6
Mar
2016

Owning my mistakes

“It’s not whether you’re right or wrong that’s important, but how much money you make when you’re right and how much money you lose when you are wrong.” – G Soros

So over the last 12 months I have been doing a bit of CFD trading. You know, the advert with the Lady Gaga lookalike who shows her “too chic” knickers.  Then the CFD trader bloke decides to buy some “too chic” shares and makes lots of money when lots of teenage girls also buy the “too chic” underwear brand and company sales accelerate.  Yes that’s me.  I’m that guy.

Except I’m not.  The advert is wrong on so many levels.  No one I know sits around daytime TV trying to do that. Because the product gives you 10x leverage (for equities) this amount of leverage is actually unhelpful, because the random fluctuation means that you can lose money even on a good idea.  In fact, I’ve spoken to a former hedge fund manager who said that he tried, but found that it was too hard to make money trading CFDs.  I’ve never met anyone who has done it successfully.  Even Sean Quinn, once the richest man in Ireland lost hundreds of millions buying a CFD in Anglo Irish Bank’s shares.  A stunning statistic is that 80% of day traders lose money and quit within a couple of years. See this study.  So with those warnings ringing in my ears, I thought I would give it a go.

So with those warnings ringing in my ears, I thought I would give it a go.  For fun.

And these are the shares I bought over the year (NB I wasn’t shorting anything, I decided that was too hard).  The graph shows the share price performance from 5th April 2015 to when I closed my positions.

What I bought

RELX graph 1

So that’s why I’m not running a hedge fund.  My mistakes are obvious.  Most of the companies I bought went down over the year. You’ll notice that Reed (RELX) is the best performing stock +8%.  And Standard Chartered Bank (STAN) is the worst performing down 50%.  But weirdly I still made money.

The reason is that choosing what to buy is probably only 10% of the skill.  The other 90% which is much harder, is choosing when to buy, how much, how long to run with your winners and how soon to cut your losers.  And it is funny that vast majority of the financial services is to do with the 10% “what to buy”.  And there is virtually no help on the other 90%.

Looking at the graph shows how inept I was.  I managed to lose money in Reed and Royal Mail, which increased in value over the year. This is because, despite them being good investments, they first went down and I cut my losses too soon. And I actually made more money, buying Standard Chartered, Indivior and De La Rue  which all performed poorly, but I managed to buy at the right time.  Buying a falling share with 10x leverage is risky, commonly called “catching a falling knife”.  But I seemed to be able to do this (albeit I also lost some money on STAN trying to repeat the trick).  The important thing is that I did it in a disciplined way, and made sure I had zero “risk of ruin”.  The trade off is that you have to take the small loses.  Sometimes the things that everyone thinks are risky (rock climbing, parachute jumping) are not risky if you make sure you are well prepared.  And commuting to work on a motorbike, that is risky.

How I made money

INDV graph 1

So I found it an interesting exercise.  Particularly the distribution of gains and losses.  I made most of my money in my two best trades, and I lost most of my money in my two worst trades.  All the other stuff in the middle, I just about broke even.  The trick was that (perhaps by luck, rather than skill) I made 3.5x more money on the winning trades, than I lost on the two losing trades. I don’t think professional fund managers would like to release this sort of information on how they do, because it is too humiliating for them.  You could see their mistakes.

Is this gambling?  Maybe.  I sit opposite a guy who is into sports betting, and he never bets on his own football team,because it is too easy to become “emotional”.  And I would like to think that my approach is similar. I actively dislike the previous management of Standard Chartered, but I’m still prepared to make money in the bank’s shares if I think it is the wrong price.

I actively dislike the previous management of Standard Chartered, but I’m still prepared to make money in the bank’s shares if I think it is the wrong price.

For what it is worth, I think marketing CFDs to retail investors will be banned eventually.  The product is highly questionable when such a high proportion of people lose money.  It seems to me that a lot of financial services is about helping people to (legitimately) avoid paying tax, in this case stamp duty tax.  But the tax you save, is completely eaten away by the money you lose to the financial services industry offering these derivative products where you have to be really self disciplined.  

I wonder too about the social usefulness of providing people so much leverage just to trade with each other.  Really financial services should be about providing equity to growing businesses like my friends at Tandem Bank and Mondo.  The latter just raised £1m in 96 seconds on a crowdfunding website.  These are risky investments.  But it seems like a socially useful way of losing money.  Probably most of these challenger banks will barely break even, or be loss making.  There is a high probability of failure.  But one or two could go on to be really successful.  Maybe.  So if you make sure you keep your potential losses manageable, there might be some outsized gains.  

Anyway, I’ve closed out all my positions and am off skiing.  An activity with different risks and rewards.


> [WHAT YOU WILL DO] How many lines of the data include the string "chart"? State that number alone.

> [MATERIAL PROVIDED]
--- --- ---

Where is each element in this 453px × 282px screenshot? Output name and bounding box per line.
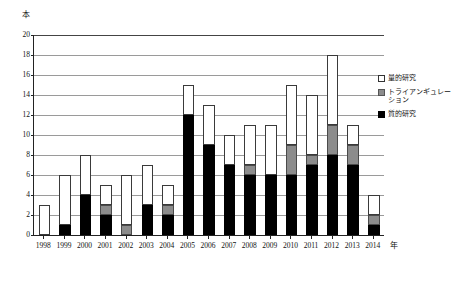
x-tick-mark	[84, 236, 85, 239]
x-tick-mark	[229, 236, 230, 239]
x-axis-tick-label: 2002	[115, 241, 136, 250]
bar-segment-quantitative	[183, 85, 195, 115]
x-tick-mark	[167, 236, 168, 239]
bar-segment-qualitative	[80, 195, 92, 235]
x-axis-slot: 2012	[321, 236, 342, 260]
legend-item[interactable]: 質的研究	[378, 110, 453, 119]
legend-item[interactable]: 量的研究	[378, 74, 453, 83]
stacked-bar[interactable]	[80, 155, 92, 235]
x-axis-tick-label: 2004	[157, 241, 178, 250]
legend-swatch-quant	[378, 75, 385, 82]
bar-segment-quantitative	[203, 105, 215, 145]
x-axis-slot: 2011	[301, 236, 322, 260]
x-axis-tick-label: 2007	[218, 241, 239, 250]
bar-segment-quantitative	[39, 205, 51, 235]
stacked-bar[interactable]	[121, 175, 133, 235]
x-axis-tick-label: 2001	[95, 241, 116, 250]
stacked-bar[interactable]	[142, 165, 154, 235]
stacked-bar[interactable]	[59, 175, 71, 235]
legend-swatch-tri	[378, 89, 385, 96]
bar-segment-qualitative	[244, 175, 256, 235]
bar-segment-triangulation	[347, 145, 359, 165]
bar-slot	[96, 35, 117, 235]
bar-segment-triangulation	[100, 205, 112, 215]
x-axis-tick-label: 2009	[260, 241, 281, 250]
x-axis: 1998199920002001200220032004200520062007…	[33, 236, 383, 260]
x-axis-slot: 2010	[280, 236, 301, 260]
bar-segment-quantitative	[286, 85, 298, 145]
stacked-bar[interactable]	[162, 185, 174, 235]
stacked-bar[interactable]	[100, 185, 112, 235]
bar-segment-quantitative	[306, 95, 318, 155]
bar-segment-triangulation	[162, 205, 174, 215]
x-axis-tick-label: 1999	[54, 241, 75, 250]
x-axis-slot: 2003	[136, 236, 157, 260]
x-tick-mark	[105, 236, 106, 239]
x-tick-mark	[373, 236, 374, 239]
bar-segment-qualitative	[203, 145, 215, 235]
x-axis-unit-label: 年	[390, 241, 398, 250]
bar-segment-qualitative	[59, 225, 71, 235]
x-axis-slot: 2004	[157, 236, 178, 260]
bar-slot	[158, 35, 179, 235]
x-axis-slot: 2007	[218, 236, 239, 260]
stacked-bar[interactable]	[368, 195, 380, 235]
stacked-bar[interactable]	[327, 55, 339, 235]
bar-slot	[178, 35, 199, 235]
x-axis-slot: 1999	[54, 236, 75, 260]
stacked-bar[interactable]	[306, 95, 318, 235]
stacked-bar[interactable]	[39, 205, 51, 235]
x-axis-slot: 1998	[33, 236, 54, 260]
legend-label: 質的研究	[388, 110, 416, 119]
x-axis-tick-label: 2003	[136, 241, 157, 250]
x-axis-slot: 2002	[115, 236, 136, 260]
y-axis-unit-label: 本	[22, 10, 30, 19]
y-axis-tick-label: 12	[23, 111, 35, 119]
bar-slot	[219, 35, 240, 235]
legend-label: 量的研究	[388, 74, 416, 83]
bar-segment-quantitative	[244, 125, 256, 165]
bar-segment-triangulation	[244, 165, 256, 175]
x-axis-tick-label: 2000	[74, 241, 95, 250]
stacked-bar[interactable]	[203, 105, 215, 235]
stacked-bar[interactable]	[224, 135, 236, 235]
legend-swatch-qual	[378, 111, 385, 118]
chart-legend: 量的研究トライアンギュレーション質的研究	[378, 74, 453, 123]
y-axis-tick-label: 10	[23, 131, 35, 139]
bar-slot	[199, 35, 220, 235]
bar-segment-qualitative	[347, 165, 359, 235]
bar-segment-quantitative	[224, 135, 236, 165]
x-axis-tick-label: 2008	[239, 241, 260, 250]
bar-segment-qualitative	[306, 165, 318, 235]
stacked-bar[interactable]	[347, 125, 359, 235]
stacked-bar[interactable]	[265, 125, 277, 235]
stacked-bar-chart: 本 20181614121086420 19981999200020012002…	[0, 0, 453, 282]
x-axis-slot: 2000	[74, 236, 95, 260]
bar-slot	[34, 35, 55, 235]
x-axis-tick-label: 2011	[301, 241, 322, 250]
stacked-bar[interactable]	[183, 85, 195, 235]
y-axis-tick-label: 14	[23, 91, 35, 99]
bar-slot	[322, 35, 343, 235]
bar-segment-qualitative	[100, 215, 112, 235]
y-axis-tick-label: 2	[26, 211, 34, 219]
x-axis-slot: 2006	[198, 236, 219, 260]
x-axis-tick-label: 2012	[321, 241, 342, 250]
x-axis-slot: 2013	[342, 236, 363, 260]
bar-segment-qualitative	[142, 205, 154, 235]
y-axis-tick-label: 8	[26, 151, 34, 159]
bar-slot	[364, 35, 385, 235]
bar-segment-qualitative	[162, 215, 174, 235]
bar-segment-quantitative	[162, 185, 174, 205]
bar-segment-triangulation	[286, 145, 298, 175]
legend-item[interactable]: トライアンギュレーション	[378, 88, 453, 105]
bar-segment-qualitative	[286, 175, 298, 235]
x-tick-mark	[352, 236, 353, 239]
bar-slot	[116, 35, 137, 235]
x-axis-slot: 2001	[95, 236, 116, 260]
bar-segment-quantitative	[142, 165, 154, 205]
bar-slot	[343, 35, 364, 235]
x-axis-tick-label: 2013	[342, 241, 363, 250]
stacked-bar[interactable]	[286, 85, 298, 235]
stacked-bar[interactable]	[244, 125, 256, 235]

--- --- ---

> [SOLUTION] 2